Eventually, someone told me about Jay Massey’s book. I called him and started grilling him about bows. He was a most generous and gracious guy. He told me about Jim Hamm. The most important thing to me was being told about Paul Comstock’s book The Bent Stick. Comstock was the main person who provoked me into doing bow tests.

Tim Baker’s interest in bows started in 1987. For Tim, it was always about the enjoyment of figuring out what had to be figured out in the bow-making process. He kept records and statistics from all his bows. By studying those collected statistics, he learned many details about the individual bows. Tim emphasizes that you must keep records — it simply is not possible to remember all of that information from many different bows over many years.


Bow number 720 had this quality and that quality. You just can’t remember all of that. But you can lay all the information out like a spread sheet, compare one bow with another, and why this one did that and why. That’s how you learn.

He spent his first year trying to obtain osage and yew wood, because those were supposedly the only woods you could use to make a bow. When Tim met Paul Comstock, Comstock was making bows out of other woods. Tim said that for their first 3 months of conversations, he was arguing with Comstock, telling Comstock he was getting better results from other woods not because those woods were better, but because Comstock was a better bow maker.

You’re doing something different,”Tim told Comstock. Everyone knows that osage and yew are the best woods.”

Tim was an Osage and yew guy, and says that Comstock got sick of him. In exasperation, Comstock said to Tim, “Lookyou don’t know what you’re talking about. Have you made any bows from the other woods?"
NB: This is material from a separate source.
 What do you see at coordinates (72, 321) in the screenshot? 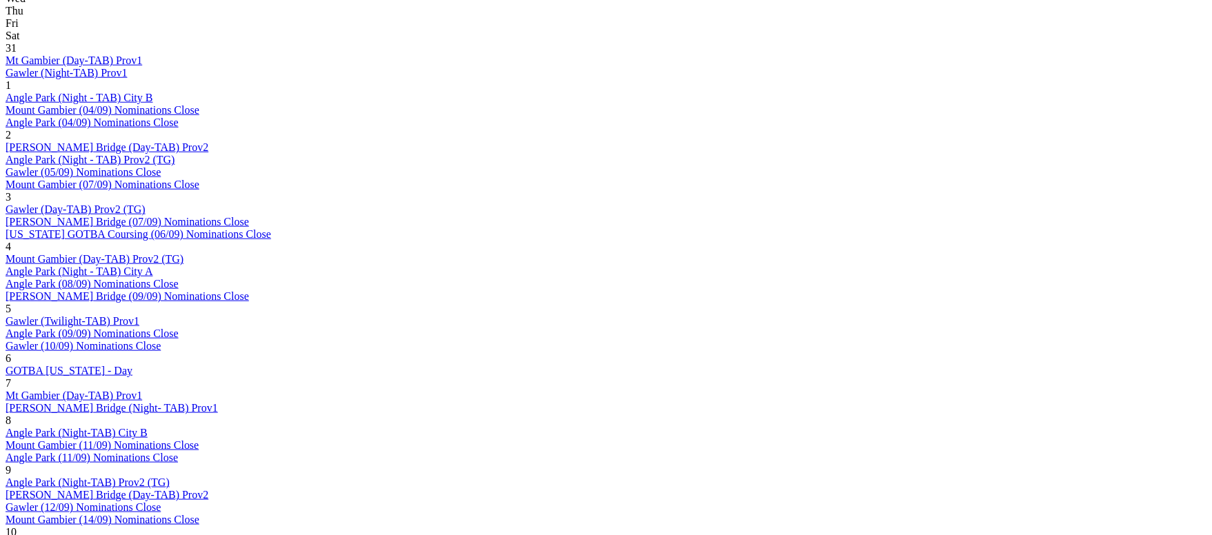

Tim laughs and responded, “No, I haven’t.”

So Tim started making bows out of other woods and got a big surprise. If the bows were made the right way (for example, the lighter woods are made wider), they were outshooting the yew and osage bows. Tim kept detailed records of the woods and the bows.

The Bowyers Bible
John Strunk and Jay Massey suggested that Tim go the Michigan Long Bow Association Meet where Tim set up a workbench and started making bows. All of those guys were fiberglass-bow guys. But Massey, Strunk, Hamm, and Baker had a bunch of staves, and by the third day, over 30 guys were drawn to the wood like bees to honey. With whatever crude tools they could lay their hands on, they were making bows.

By this time, all the testing was pretty advanced. Tim had amassed a lot of real good information. Jim Hamm and Tim got together and decided to write the Bowyers Bible. Tim credits Hamm with coming up with the plan.

“Here’s something that probably has never been talked about,” said Tim. I doubt if anyone else in the world had any of the four or five perfectly matched qualities that would have allowed the Bowyers Bible to come into existence. Jim has a Bill Gates attitude, a wild Indian aspect, and the diplomatic skills to put up with primadonnas like — well, especially like me, who has to do everything their own way. You know, the Alpha males who say: “I’m right, it’s gotta be this way, or else I’m walking.” Somehow Jim could put up with that and make it all work. He had the writing and editing skills and all the patience. I can’t imagine any other human being having all of those qualities and added to that an absolute love of archery.”

So, the Bowyers Bible was born. And with these authors, Jim Hamm, Tim Baker, Al Herrin, G. Fred Asbell, Paul Comstock, Dr. Bert Grayson, and Jay Massey, they have set the standard for bow makers of the world.

This book spawned the great debates about osage and yew versus everything else.

The good happy news is that there are hundreds of woods that make perfectly good bows, If one is just one percent faster than the other, what difference does it really make?

Tim Baker is a master bowyer and a complicated man, who loves the bow and all that it encompasses with a passion. He stands by his theories and has proven them time and time again. He does not like to be called an “expert” because he is still learning.

Making bows will probably never be out of your life once you’re in it. Anytime anyone wants to learn how to make bows, I am happy to show them.